Child and family welfare services: where do we go next?

Dr Carl Purcell, NIHR Health and Social Care Workforce Research Unit, King’s College London. His book, The Politics of Children’s Services Reform: Re-examining Two Decades of Policy Change, is just out. (849 words)

As we emerge from the current crisis, we must rethink how we resource and deliver child and family welfare services. The incredible contribution made by everybody working in the NHS is now widely appreciated. But we must remember that there are many others working to protect the most vulnerable in our society who also deserve our recognition. Furthermore, as we move, tentatively, towards easing the lockdown the skills, knowledge and dedication of teachers, childcare workers and social workers, to name just a few, will be vital to ensuring that we are able to identify and support the most vulnerable children and families.

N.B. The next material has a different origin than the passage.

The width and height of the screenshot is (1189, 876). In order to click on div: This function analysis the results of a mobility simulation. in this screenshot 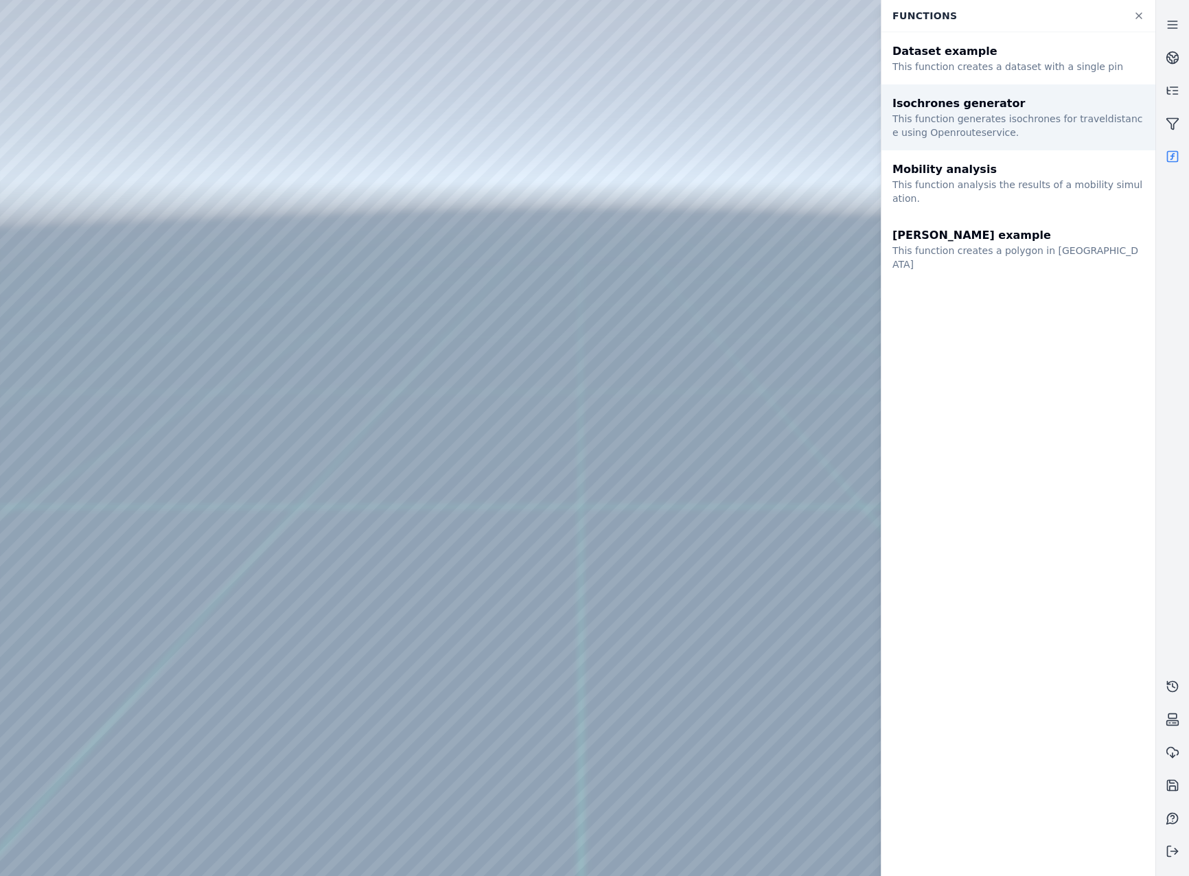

However, as we place greater demands on schools, local authorities and a vast array of voluntary sector agencies we must recognise that before the current crisis our child and family welfare system was already under significant strain. In my new book I reflect upon recent national policy developments to help explain how we arrived in this position. As we chart a way forward, three aspects of the contemporary system need to be addressed.

First, we need to reconsider the extent to which, and how, we provide financial assistance to those who need it most. Since 2010 welfare payments and tax breaks offered to the poorest families have been reduced or withdrawn. Progress made in reducing child poverty over the preceding decade has been reversed, with over 4 million children now living in poverty, many of them in working households (Joseph Rowntree Foundation, 2018). Moreover, the current crisis has demonstrated how precarious and insecure many people’s jobs are, and we have seen record increases in benefit claims. Many more families have been pushed beneath the poverty line.

Second, more resources are needed to fund the child and family welfare services we need to help us identify and support the most vulnerable children and families. In response to rising demand and declining budgets, local authorities have been forced to prioritise spending on specialist children’s social care services over the last decade to ensure that they can respond to the most serious cases of child abuse and neglect. But this has meant that funding for universal ‘early intervention’ services such as children’s centres and youth services has been almost cut in half (Action for Children et al 2019). Our capacity to identify and respond to families most in need of support, and before more draconian interventions are necessary, is greatly diminished at a time when it is needed most.

Third, it is imperative that the design and delivery of services must involve those who lead welfare agencies, those working on the frontline, and children and families themselves. They are best placed to understand what is needed and to advise on how we can make best use of the resources available. Recent reforms to children’s services have been too top-down and have tended to view organisational restructuring as a magic bullet. Labour’s Every Child Matters programme required the break-up of social services departments and the creation of new children’s services departments in every local authority. More recently, Conservative ministers have promoted the outsourcing of children’s social care services in response to apparent ‘failings’ at the local level. In both cases concerns raised by those working in the sector were largely ignored, and valuable resources have been diverted. Yet bold promises made by ministers to fix the system are never delivered.

If we look further back to the development of the Children Act 1989, which continues to provide the legal cornerstone for child and family welfare services even after three decades of subsequent reform, valuable lessons can be learned. This legislation, developed under a Conservative Government, involved extensive research involving those working to support children and families, supported but not micro-manged by central government. Going forward, we must pool our resources and ensure that government policymakers, researchers and those working directly with children and families all pull in the same direction.

Carl Purcell (2020) The Politics of Children’s Services Reform: Re-examining Two Decades of Policy Change (Bristol, Policy Press) is published on 29 April 2020.

Reviews

“Erudite and relevant to all immersed in helping children and families. It gives a riveting account of developments and debates and describes the journey which has created the context for today’s children’s services. An impressive book that will have currency well into the future.” Ray Jones, Kingston University and St George’s, University of London

“This book is a ‘must read’ for anyone interested in recent child welfare policy. Drawing on an impressive range of high level interviewees, Purcell provides a readable and coherent account of child welfare policy making with valuable insights that illuminate the contemporary situation.” Nick Frost, Leeds Beckett University

References

Action for Children, National Children’s Bureau, NSPCC (National Society for the Prevention of Cruelty to Children), The Children’s Society and Barnardo’s (2019) ‘Children and young people’s services: funding and spending 2010/ 11 to 2017/ 18’.

Joseph Rowntree Foundation (2018) ‘UK poverty 2018’.